Andalu30 has joined #asahi
besmirich[m] has joined #asahi
bps2 has quit [Remote host closed the connection]
bps2 has joined #asahi
jelly has quit [Read error: Connection reset by peer]
jelly has joined #asahi
<kettenis_>
ah crap, i suppose i shouldn't send mail using my isp's webmail
<j_ey>
jannau: do you still have the GPIO trace log?
<tophevich[m]>
kettenis_: never use anything from your ISP but the internet (I'm in the industry, we (telecoms) only want to bundle you in our products in a bad way to keep you between a rock and a hard place when trying to leave for a less worse service)
<tophevich[m]>
read VAS (value added services) as laying stones in the way out of the gardn to recude churn -> make it painful as possible to leave
<tophevich[m]>
(no I'm not bitter)
<tophevich[m]>
Third party vendors also sell this as a feature to ISPs. It's a sepcial feature that you can't take the 3rd party product/service with you. If you buy it directly, you can use it everywhere.

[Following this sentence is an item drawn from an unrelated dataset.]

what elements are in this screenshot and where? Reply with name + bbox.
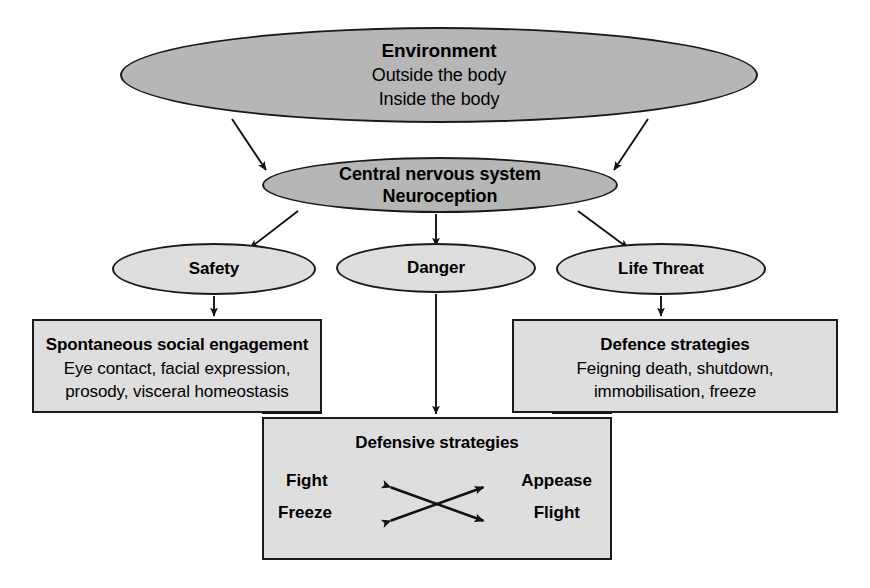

But if you buy it OTT via your ISP, it is locked to your ISP account, and by explicit design you can't (read: are not allowed to) transfer, yay!
<pipcet[m]>
alyssa: so, brcmfmac works with a few changes, most of them because I'm stupid and didn't read the error messages right :-)
arahael has joined #asahi
Andalu30 has joined #asahi
Andalu30 has quit [Read error: Connection reset by peer]
<alyssa>
kettenis_: I also had to add a hack (copying values from m1n1's fdt to u-boot's) to get the simple-framebuffer working in linux after enabling it in u-boot
<alyssa>
So maybe there's something especially buggy with my config
<alyssa>
at any rate, unless we're doing the init in u-boot spl, I'm not thrilled about depending on u-boot proper for boot. and since the hard parts are already done in m1n1 (thank you!) getting the m1n1->Linux path to have proper init seemed like a good idea.
jeffmiw has joined #asahi
artemist has quit [Quit: artemist]
<pipcet[m]>
alyssa: which hard parts are those (not trying to be confrontational, just wondering whether m1n1 grew any new features while I wasn't looking)?
artemist has joined #asahi
<alyssa>
pipcet[m]: PCIe tunables
<alyssa>
Corellium does it in their linux driver, Asahi does it in m1n1
<alyssa>
kettenis_: wrote the m1n1 code
<pipcet[m]>
oh, yes.
<pipcet[m]>
(can you apply those without turning on the clock on the macbooks, though?)
<alyssa>
Oh err
<pipcet[m]>
(I still have my enable-all-clocks in place before I ever hand off control to m1n1, so...)
<kettenis_>
alyssa: that's odd since simple-framebuffer works for me in openbsd
<kettenis_>
i can even run X
<kettenis_>
but maybe that is because the openbsd bootloader detects an EFI GOP framebuffer and creates the appropriate node in the fdt
<kettenis_>
one of the issues with linux on arm is that there are too many different ways to boot a kernel ;)
<pipcet[m]>
clearly someone needs to invent a new, better one, to replace all of them!